High profile investors
For Gillman and Abelsohn, this funding round is about more than just the cash. When they decided to raise, they found they had “quite a lot of demand, and so were able to be a bit more picky”, Gillman says.
“We made sure we had the right people on board,” he adds.
Entrée Capital had been on board from the beginning, and the VC firm is known in the UK and Israel for “the assistance and support they give founders”, Gillman says.
“The support and loyalty they’ve shown us has been exceptional from the very beginning,” he adds.
However, bringing LinkedIn’s Cliff Rosenberg on board was also a big win for the founders, and already they are reaping the value of his experience, Abelsohn says.
“We can tap into this amazing resource. He’s been on a similar journey to what we’re embarking on,” he says.
“[It’s] allowing us to unlock doors that we wouldn’t have been able to unlock on our own,” he adds.
“It was very important to us that whoever we were bringing on board in this round had experience within the recruitment space, or could add value to our startup as a whole,” Abelsohn says.
Growth and development
But, of course, cash is still king. And these funds are pegged for more growth, and to help the startup tap into new markets.
In fact, the reason the founders opted to raise now was because they were struggling to keep up with demand.
Last year, Abelsohn and Gillman travelled to the US to meet various job boards and marketplaces that could be potential partners.
“The demand that came off the back of that meant that we had to grow quicker than we could if we just carried on [without investment].”

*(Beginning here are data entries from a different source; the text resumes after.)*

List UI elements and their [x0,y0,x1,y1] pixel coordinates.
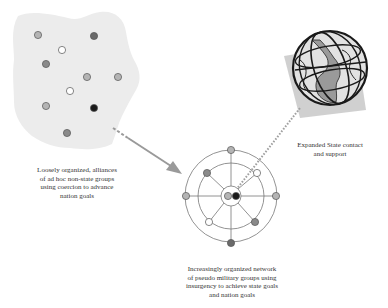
network-node [203,169,210,176]
network-node [227,239,234,246]
group-node [83,73,90,80]
network-node [205,218,212,225]
globe-group [284,24,370,118]
group-node [90,32,97,39]
network-node [227,146,234,153]
label-state-support: Expanded State contact and support [284,141,376,158]
network-node [182,192,189,199]
group-node [63,129,70,136]
organized-network [182,146,279,246]
network-node [272,192,279,199]
group-node [42,102,49,109]
non-state-region-blob [13,12,140,150]
network-node [251,218,258,225]
label-organized-network: Increasingly organized network of pseudo… [170,265,294,299]
core-node [232,192,239,199]
group-node [114,73,121,80]
group-node [34,31,41,38]
group-node [58,46,65,53]
group-node [90,104,97,111]
core-node [224,192,231,199]
label-loose-alliances: Loosely organized, alliances of ad hoc n… [22,166,132,200]
network-node [253,169,260,176]
group-node [66,87,73,94]
group-node [42,60,49,67]
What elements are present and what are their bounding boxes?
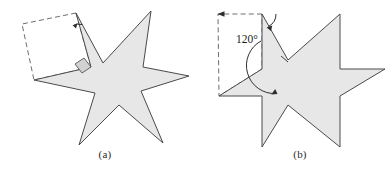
figure-container: 120° (a) (b) [0, 0, 392, 175]
panel-b-dashed-left-arrowhead-icon [218, 11, 225, 17]
panel-a-star-shape [34, 11, 189, 145]
panel-b-caption: (b) [265, 148, 335, 160]
panel-a-group [22, 11, 189, 145]
panel-b-rotation-arc-top [269, 14, 276, 26]
panel-b-group [218, 11, 386, 147]
panel-a-arc-arrowhead-icon [73, 23, 78, 28]
panel-a-caption: (a) [70, 148, 140, 160]
panel-b-angle-label: 120° [236, 33, 258, 45]
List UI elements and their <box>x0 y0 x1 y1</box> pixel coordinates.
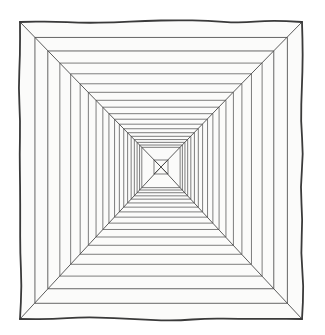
paper-tint <box>20 22 302 319</box>
perspective-drawing <box>0 0 325 335</box>
figure-canvas: Nested squares one-point perspective dra… <box>0 0 325 335</box>
paper-tint-fill <box>20 22 302 319</box>
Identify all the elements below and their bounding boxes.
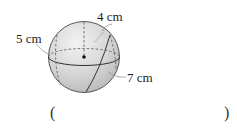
answer-open-paren: (	[50, 104, 55, 122]
sphere	[49, 22, 120, 93]
label-right: 7 cm	[127, 70, 153, 85]
answer-close-paren: )	[224, 104, 229, 122]
center-point	[82, 55, 86, 59]
sphere-diagram: 4 cm 5 cm 7 cm	[0, 0, 237, 135]
label-left: 5 cm	[16, 31, 42, 46]
label-top: 4 cm	[97, 9, 123, 24]
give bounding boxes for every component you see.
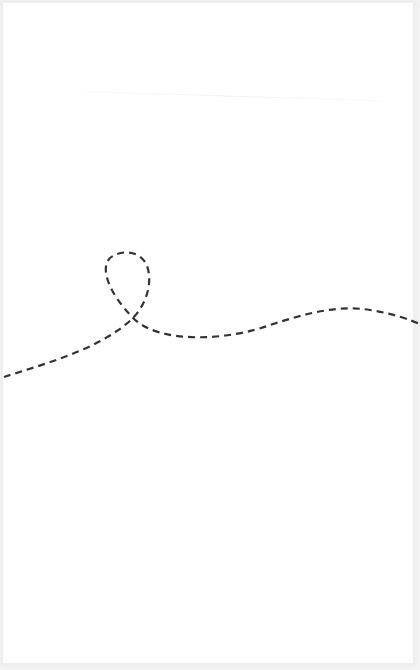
dashed-curve-path <box>4 252 420 377</box>
dashed-loop-curve-drawing <box>0 0 420 670</box>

Now, the funds will be used to support that growth in demand, as well as to invest in the engineering team, and to bring more data scientists on board to further develop the startup’s machine learning capabilities.

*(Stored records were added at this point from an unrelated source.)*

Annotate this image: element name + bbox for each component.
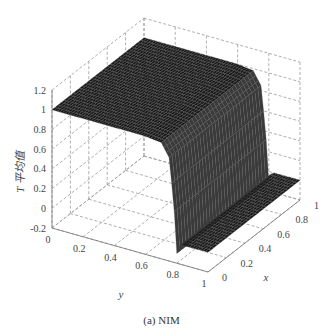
tick-label: 0.6 xyxy=(34,144,47,155)
tick-label: 0.4 xyxy=(34,163,47,174)
tick-label: 0.8 xyxy=(34,124,47,135)
tick-label: 0.6 xyxy=(135,260,148,271)
surface-mesh xyxy=(52,38,300,254)
tick-label: 1.2 xyxy=(34,85,47,96)
tick-label: 0.6 xyxy=(277,229,290,240)
tick-label: 1 xyxy=(202,278,207,289)
tick-label: 0.2 xyxy=(73,243,86,254)
tick-label: 0.4 xyxy=(259,243,272,254)
tick-label: 1 xyxy=(41,104,46,115)
tick-label: 0 xyxy=(222,272,227,283)
y-axis-label: y xyxy=(118,288,124,300)
tick-label: 1 xyxy=(314,200,319,211)
tick-label: 0.8 xyxy=(296,214,309,225)
tick-label: 0.2 xyxy=(34,183,47,194)
x-axis-label: x xyxy=(263,271,269,283)
tick-label: 0.2 xyxy=(240,258,253,269)
z-axis-label: T 平均值 xyxy=(14,149,26,193)
surface-plot: -0.200.20.40.60.811.200.20.40.60.8100.20… xyxy=(0,0,323,336)
tick-label: 0.4 xyxy=(104,252,117,263)
tick-label: 0.8 xyxy=(167,269,180,280)
tick-label: -0.2 xyxy=(30,223,46,234)
figure-caption: (a) NIM xyxy=(0,314,323,326)
tick-label: 0 xyxy=(46,234,51,245)
tick-label: 0 xyxy=(41,203,46,214)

The startup’s current eight-person team is likely to double within the next three months, Abelsohn says.
The startup is also working on a new product: a “PayPal-style” button for application forms, which will allow candidates to easily add a video when they submit their application, Gillman says.
“That’s going to enable us to give more insight via interviews and make the experience a lot more data driven for candidates … as well as for employers to get real insights to help them along in their decision making,” Gillman adds.
Just do it
When it comes to launching and growing a startup, Gillman says he and Abelsohn have come to live by the advice they were given when they were first starting out: “Just do it”.
“It’s come to be our mantra,” Gillman says.
“You can plan, you can put a lot of energy into making sure your business plan is right, that it’s the right time, that the market’s ready for it — all these kinds of things — but at the end of the day you just have to do it,” he says.